The Duchess of Cambridge is not the only member of the royal family to stage a garden for the RHS Chelsea Flower Show.
The B&Q Sentebale ‘Forget-me-Not’ Garden by designer Jinny Blom aimed to raise awareness of work to help children who are victims of poverty and the HIV/Aids epidemic in Lesotho.
Blom said it symbolised Harry’s loss over the death of his mother and represented a memorial to Diana, Princess of Wales. It won a silver gilt medal.
In 2015, Harry took a keen interest in another Sentebale garden – this time by Matt Keightley, who took inspiration from a children’s centre the charity was building in Lesotho.
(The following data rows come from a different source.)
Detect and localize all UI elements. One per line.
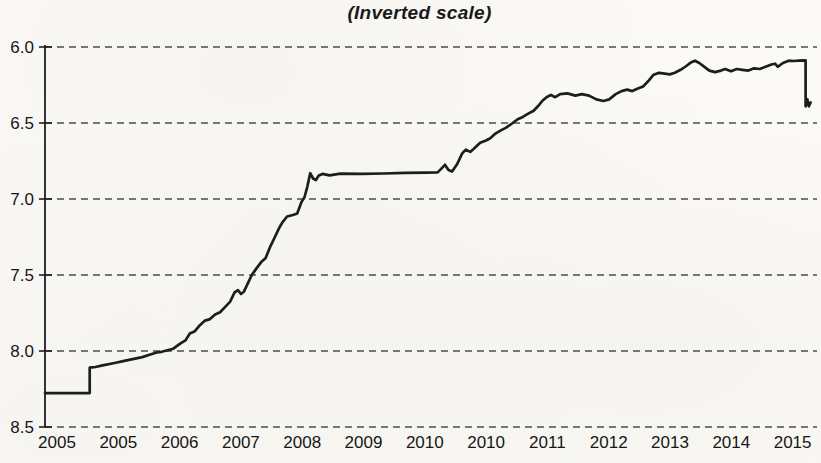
x-tick-label: 2005 <box>38 433 76 452</box>
y-tick-label: 6.0 <box>10 38 34 57</box>
y-tick-label: 8.5 <box>10 418 34 437</box>
y-tick-label: 7.5 <box>10 266 34 285</box>
x-tick-label: 2015 <box>774 433 812 452</box>
x-tick-label: 2011 <box>529 433 566 452</box>
series-line <box>45 60 811 393</box>
x-tick-label: 2006 <box>161 433 199 452</box>
x-tick-label: 2007 <box>222 433 260 452</box>
x-tick-label: 2008 <box>283 433 321 452</box>
scanned-chart-page: (Inverted scale) 6.06.57.07.58.08.520052… <box>0 0 821 463</box>
x-tick-label: 2010 <box>406 433 444 452</box>
x-tick-label: 2014 <box>712 433 750 452</box>
exchange-rate-line-chart: 6.06.57.07.58.08.52005200520062007200820… <box>0 0 821 463</box>
x-tick-label: 2013 <box>651 433 689 452</box>
x-tick-label: 2005 <box>99 433 137 452</box>
x-tick-label: 2009 <box>345 433 383 452</box>
y-tick-label: 6.5 <box>10 114 34 133</box>
x-tick-label: 2010 <box>467 433 505 452</box>
x-tick-label: 2012 <box>590 433 628 452</box>
y-tick-label: 8.0 <box>10 342 34 361</box>
y-tick-label: 7.0 <box>10 190 34 209</box>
In 2002, his Healing Garden – dedicated to his grandmother the Queen Mother in the year of her death – was awarded the Silver Flora medal in the Best Show Garden category.
In 2001, the heir to the throne also scooped a silver medal for an Arabic-influenced Carpet Garden, which drew on his interests in Islamic culture.
The royal family visit the Chelsea Flower Show each year en masse.
They will use wild planting and natural materials to provide visitors with a “sense of wonder and magic”.
But the event will not be Kate’s final foray into show gardening.
She will also co-design two further RHS Gardens with the same team, maintaining many of elements from the garden at Chelsea, for the RHS Hampton Court Palace Garden Festival in July and the RHS Garden Wisley in Surrey in the autumn.